Valerie O. Patterson

The world of children’s book authors is filled with generous and surprising people. Valerie O. Patterson is one of them. We met through the Society of Children’s Book Writers and Illustrators (midAtlantic), where we are both members. Valerie is a quiet force, an intellect, and a careful and thoughtful writer. It was such a joy to lose myself in her novel, and I am especially proud that she was part of the Girls of Summer live launch on July 28. I had a chance to ask Valerie about mothers, daughters, and the real mystery between them.  ~MM

Color is essential to this story, and I know that you have an interest in pigments.  Please tell us a little bit about your choice of blue as the central symbol in this story.

To me blue in this novel encompasses the sea and the sky.  It represents horizons and what lies beyond. It is both hope and faith. It symbolizes calm and strength and yet it can also be the darkness before the light, sadness before a lifting up of the spirits.  While as a scientific matter, Goethe’s theories on color have been roundly criticized, his descriptions of the impact of light on color and on color and perception remain intriguing to me.  In writing The Other Side of Blue I kept being drawn back to color and its effect on us and how it could be used as a way of relating to characters.  Of course, the main character’s name is Cyan, a blue.

The Other Side of Blue received an Agatha Award for its merit as a mystery novel. Did you consciously want to write a fine mystery or did the recognition in this area come as a surprise?

In essence every novel is a mystery.  But I had not thought of the book as a mystery in the traditional Agatha Christie sense.  Cyan’s father’s death is a backdrop to the book and an event that compels much of the current action. Certainly it drives Cyan to push boundaries because she is convinced there is more to his death than she understands. She tries to uncover what really happened.  During the writing of this novel I worked in a writing group of mystery authors, so perhaps some of the mystery elements in the novel came to me subconsciously.

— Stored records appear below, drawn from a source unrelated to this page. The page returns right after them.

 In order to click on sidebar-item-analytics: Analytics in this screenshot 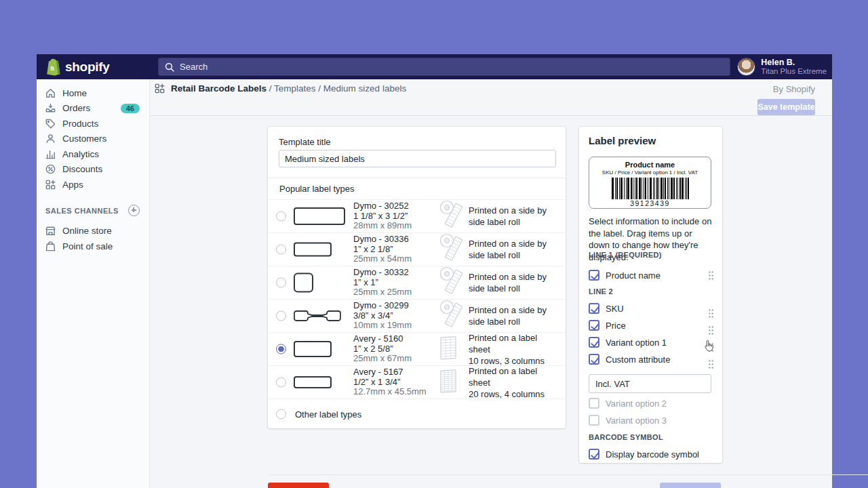, I will do `click(93, 155)`.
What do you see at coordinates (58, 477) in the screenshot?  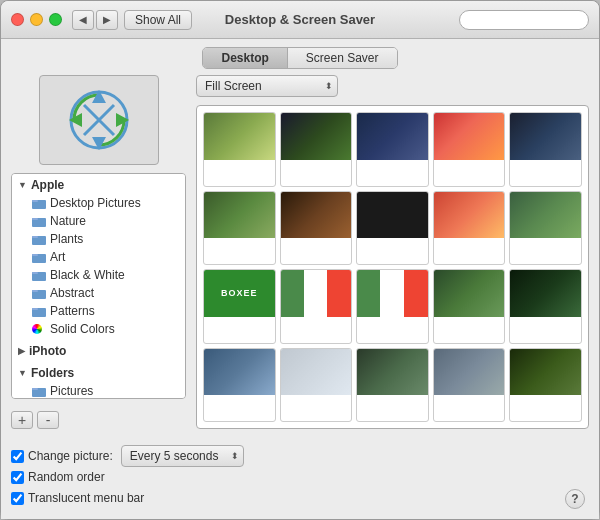 I see `random-order-checkbox-label: Random order` at bounding box center [58, 477].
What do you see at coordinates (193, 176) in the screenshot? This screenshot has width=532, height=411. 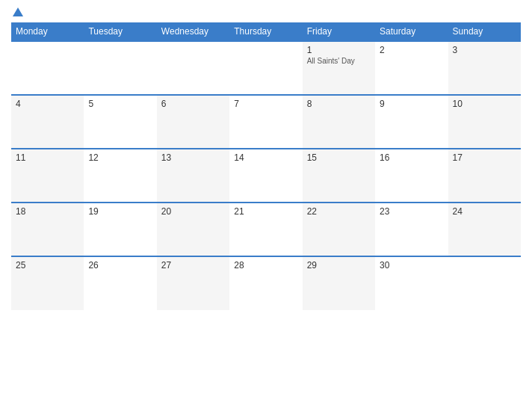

Cyan goes to great lengths to irritate her mother, raising unspoken suspicions about her father’s death. Some of her actions even border on cruel. What were the challenges of depicting their awful dance in this novel?

One of the difficulties was maintaining the voice.  Another was keeping taut the tension and making the dance, as you call it, between mother and daughter realistic.  I have never written a character with as much anger in her as Cyan, so for me that was a personal challenge.  I do believe, however, that people bound to each other in familial relationships can also be quite hard on each other in ways that they would never subject others to outside the family.

Kammi and Cyan represent such different kinds of strong girls. What can you tell me about the strengths of each?

Cyan’s strength is in her determination and perseverance.  She continues to dig into the mystery of her father’s death, even though it costs her emotionally. She sticks to her own artistic endeavors, despite her mother’s subtle and sometimes not-so-subtle criticism.

Kammi, whose color is pink, is strong in a different way.  She is brave to come to Curaçao and spend a month alone with her step-mother and step-sister to be.  When rebuffed by Cyan, she does not give up, either on Cyan or in trying to connect to her step-mother-to-be through art.  Unlike Cyan, Kammi is comfortable in her own skin, which is a type of strength.

Cyan’s encounter in the cave with Mayur is disturbing – definitely not the way we’d hope girls to have their early sexual experiences.  What are readers to find in Mayur as a character? Why was this scene so important to include as Cyan unravels the events surrounding her father’s drowning?

That scene came to me unbidden, and is unlike anything I have written before or sense. Yet when I looked back at the manuscript, I saw clues for it had been left along the way like breadcrumbs.  Clearly, the interaction between the two characters is not ideal; it does not comport to our aspirations of mutual respect and tenderness in our romantic relationships. Yet sexual relations do involve power between people. That’s what is at play in the scene. Power and submission.  Ultimately, I find Cyan is the one with the power, though it might look casually that Mayur is in charge.

To what extent did you draw on your experiences growing up in Florida for the setting and overall feel of this novel?

I drew from the Florida of my childhood for the feel of the heat and the sand, for the bright colors.  I researched information on Curaçao itself, and I kept the lens on the island through Cyan’s eyes as an outsider.  Her impressions are her own and almost certainly do not reflect the realty of life on Curaçao from someone who lives there.

Are there new projects in the works that you would let to tell us about?

I’ve been working on a novel about the unintended consequences—in this case tragic—of trying to do something positive for others.  In the face of those results, what then are we to do?  Maybe I am still wrestling with that fundamental question and so that is why the voice has been elusive to me.

What are some of your favorite books for young girls?

Several of my favorites that involve strong girl characters:

Rules of the Road by Joan Bauer; A Wrinkle in Time by Madeleine L’Engle; Graceling by Kristin Cashore; Make Lemonade by Virginia Euwer Wolff; Hattie Big Sky by Kirby Larsen

Finish this sentence for me:  Strong girls… forge their own paths.